Investment in music education and other cultural activities for children can help bring peace to Guerrero, according to the founder of a cultural center in the state’s notoriously violent Tierra Caliente region.
Josafat Nava, a theater director and founder of the El Tecolote cultural center in Arcelia, told the newspaper Reforma he intends to lobby incoming governor Evelyn Salgado to build 25 new community centers across the state where children can learn to play an instrument, participate in theater workshops and attend art and dance classes.
“I’m sure that if the government of Guerrero invests in cultural matters, we will have a pacified state,” he said.
Nava said politicians in the southern state, including governors and mayors, have failed to adequately invest in cultural activities for children and for that reason orchestras such as that formed at his cultural center don’t exist elsewhere.

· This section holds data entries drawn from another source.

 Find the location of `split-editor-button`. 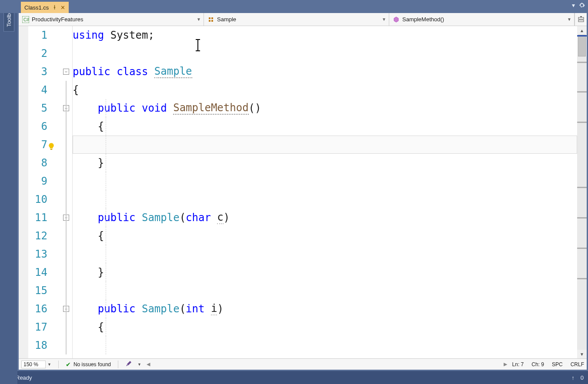

split-editor-button is located at coordinates (581, 19).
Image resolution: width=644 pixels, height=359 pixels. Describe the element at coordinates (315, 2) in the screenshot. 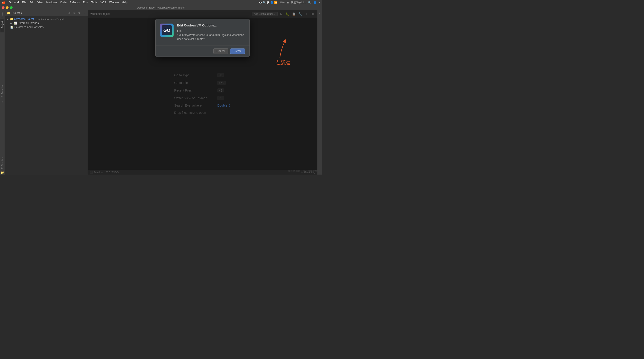

I see `user-icon: 👤` at that location.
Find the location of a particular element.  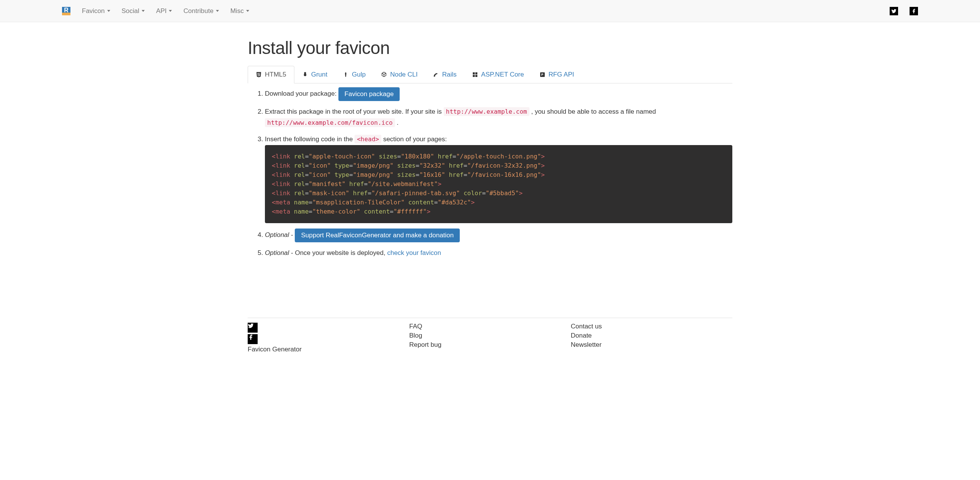

tab-label: Gulp is located at coordinates (359, 75).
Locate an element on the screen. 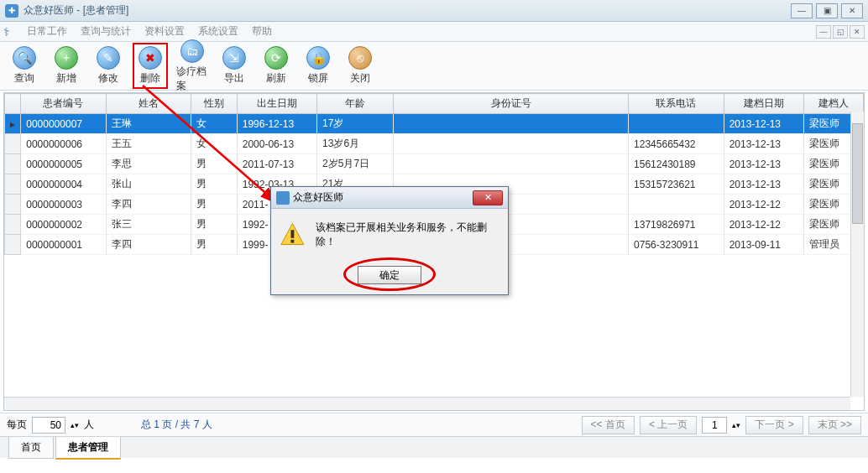  dialog-close-button: ✕ is located at coordinates (488, 198).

El Tecolote boasts an orchestra made up of 45 children who play traditional music with a range of instruments, including violin, double bass and guitar.
“… A child with a violin is a sicario [cartel hitman] disarmed,” Nava said, suggesting that an interest in music can lead young people away from crime.
He said he founded El Tecolote on his teacher’s salary in 1994 because he believed that music is a vaccine against violence.
Children from Arcelia and other nearby municipalities attend the cultural center and are not charged a single peso to participate in cultural activities, Nava said.
Some attendees have gone on to study art, music and dance at renowned colleges, including four who won scholarships to study in Barcelona, he said.